14
votes

I found this recently: https://github.com/xoreaxeaxeax/movfuscator
It seems to be contingent on the fact that mov is turing-complete. Is that true, and why?

2

2 Answers

15
votes

Yes, x86's mov is Turing complete. I added that tag to your question because it may not be true for other ISAs with an instruction called mov, and the movfuscator compiler only targets x86.

It's not "mov" itself doing computation, it's x86 addressing modes which can do addition (and bit-shift). I haven't looked in detail at how it works, but it relies a lot on lookup tables, and stuff like mov eax, [base + eax*4] loading one of two possible values depending on EAX being 0 or 1.

Also remember that x86 mov has several forms: between memory and register (load, store, or reg<-reg), or immediate to memory or register. And with addressing modes including absolute and register indirect.

I don't think it relies on self-modifying code, but correct me if I'm wrong. (And if it does, I think/hope movfuscator at least won't create instructions other than mov. That would be cheating.)

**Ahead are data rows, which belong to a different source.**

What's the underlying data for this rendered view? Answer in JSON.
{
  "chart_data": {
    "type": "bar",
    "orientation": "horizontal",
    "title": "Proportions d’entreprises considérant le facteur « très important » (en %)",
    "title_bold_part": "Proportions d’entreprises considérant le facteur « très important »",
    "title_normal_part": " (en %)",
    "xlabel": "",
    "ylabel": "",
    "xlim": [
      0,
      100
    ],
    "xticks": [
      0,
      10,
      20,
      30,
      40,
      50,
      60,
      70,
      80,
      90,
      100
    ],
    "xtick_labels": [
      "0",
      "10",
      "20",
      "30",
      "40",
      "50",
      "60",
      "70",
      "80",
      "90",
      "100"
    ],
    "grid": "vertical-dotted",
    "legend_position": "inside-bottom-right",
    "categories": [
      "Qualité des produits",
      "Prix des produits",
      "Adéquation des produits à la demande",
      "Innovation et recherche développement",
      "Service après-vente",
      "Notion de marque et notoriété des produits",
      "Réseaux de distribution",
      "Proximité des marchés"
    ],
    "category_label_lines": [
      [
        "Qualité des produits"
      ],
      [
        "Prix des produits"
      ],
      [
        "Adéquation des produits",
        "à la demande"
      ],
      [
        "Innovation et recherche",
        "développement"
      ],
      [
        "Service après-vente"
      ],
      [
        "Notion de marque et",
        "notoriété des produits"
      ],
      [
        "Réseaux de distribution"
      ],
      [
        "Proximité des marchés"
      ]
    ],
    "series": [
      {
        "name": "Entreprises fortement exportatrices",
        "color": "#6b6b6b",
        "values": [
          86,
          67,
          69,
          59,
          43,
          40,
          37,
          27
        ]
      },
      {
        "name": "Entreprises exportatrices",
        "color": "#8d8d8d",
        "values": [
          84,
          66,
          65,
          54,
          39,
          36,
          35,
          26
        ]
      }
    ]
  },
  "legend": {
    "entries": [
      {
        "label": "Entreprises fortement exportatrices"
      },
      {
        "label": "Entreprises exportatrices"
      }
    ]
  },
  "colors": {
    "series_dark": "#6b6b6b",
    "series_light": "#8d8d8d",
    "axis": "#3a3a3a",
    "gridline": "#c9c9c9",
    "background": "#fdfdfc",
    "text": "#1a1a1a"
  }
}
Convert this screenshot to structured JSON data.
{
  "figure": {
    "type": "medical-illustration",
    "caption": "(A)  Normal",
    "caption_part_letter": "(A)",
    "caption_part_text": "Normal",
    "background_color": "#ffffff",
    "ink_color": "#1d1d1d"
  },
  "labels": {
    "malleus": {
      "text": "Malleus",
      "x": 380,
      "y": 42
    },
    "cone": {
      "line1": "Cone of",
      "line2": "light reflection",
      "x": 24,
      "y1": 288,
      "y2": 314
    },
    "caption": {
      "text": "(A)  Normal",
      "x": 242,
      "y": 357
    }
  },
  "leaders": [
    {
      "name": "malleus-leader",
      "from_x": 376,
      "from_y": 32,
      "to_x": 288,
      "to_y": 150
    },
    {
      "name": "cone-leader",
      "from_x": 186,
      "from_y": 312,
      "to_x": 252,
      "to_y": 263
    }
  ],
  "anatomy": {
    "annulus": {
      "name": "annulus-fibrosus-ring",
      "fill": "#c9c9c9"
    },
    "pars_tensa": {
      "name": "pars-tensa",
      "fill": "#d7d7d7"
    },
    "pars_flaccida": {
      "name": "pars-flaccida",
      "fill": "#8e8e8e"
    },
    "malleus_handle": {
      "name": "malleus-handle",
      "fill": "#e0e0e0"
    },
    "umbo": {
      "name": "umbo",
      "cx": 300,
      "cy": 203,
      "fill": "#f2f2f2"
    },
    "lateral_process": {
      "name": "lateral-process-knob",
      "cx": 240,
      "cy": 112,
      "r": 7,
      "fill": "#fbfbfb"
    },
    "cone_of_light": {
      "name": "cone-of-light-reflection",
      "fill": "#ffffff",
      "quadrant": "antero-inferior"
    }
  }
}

Also, it's only sort of true; you need some way to loop the main program, assuming the original source isn't straight-line with no loops - the Movfuscator github readme talks about this:

While Dolan's paper required a jmp instruction, the M/o/Vfuscator does not - it uses a faulting mov instruction to achieve the infinite execution loop. If you're worried that this is still "jumping", the same effect could be achieved through pages aliased to the same address, wrapping execution around the upper range of memory, ring 0 exception handling, or simply repeating the mov loop indefinitely. A jmp is currently used to dispatch external functions - if this is a problem, avoid using external functions, or compile libraries with the M/o/Vfuscator as well.

When creating a user-space environment for mov-only code to run, I assume it creates a SIGSEGV handler (on POSIX OSes) that restarts execution from the top. So any faulting load can restart the main loop.

Letting execution wrap around is also mentioned as a possibility:

Wraparound of IP can work well in 16-bit mode where IP is 16-bit but CS:IP form a 20-bit linear address (real mode) or in 16-bit protected mode a 64k window somewhere in linear address space. i.e. you can have a 64k block of instructions in only part of your address space, with other space left for data. The DS segment can use a different base. (32-bit addressing modes in 16-bit mode are possible so you still have the full power of any register and scaled-index addressing mode.) Note that the mnemonic for reading and writing segment registers is also mov.

But harder in 32-bit mode where EIP is 32-bit and so are linear addresses after seg+off calculation. Unless there's some other trick, wraparound can only happen across the entire address space, regardless of what you do with segmentation. This leaves no non-code space for data. Setting a lower segment limit could make code-fetch fault, but that doesn't cause wraparound (unless you set a signal handler, or on bare metal set an interrupt handler address).

And either way, even x86-64 only has 64-bit pointers (in theory; 48 or 57-bit in practice), so space is finite, unlike a real Turing machine with infinite tape.

6
votes

Systems rarely come to be known as Turing Complete through direct proof of their capacity for all Turing-computable functions. Instead, they often are "analogized" to an existing system already known to be Turing Complete.

The paper by Stephen Dolan which shows mov to be TC does this by constructing a simulation of a TM system in terms of mov. It follows that any question which could be posed to the TC system could, at worst, be virtualized within the mov-constructed simulation.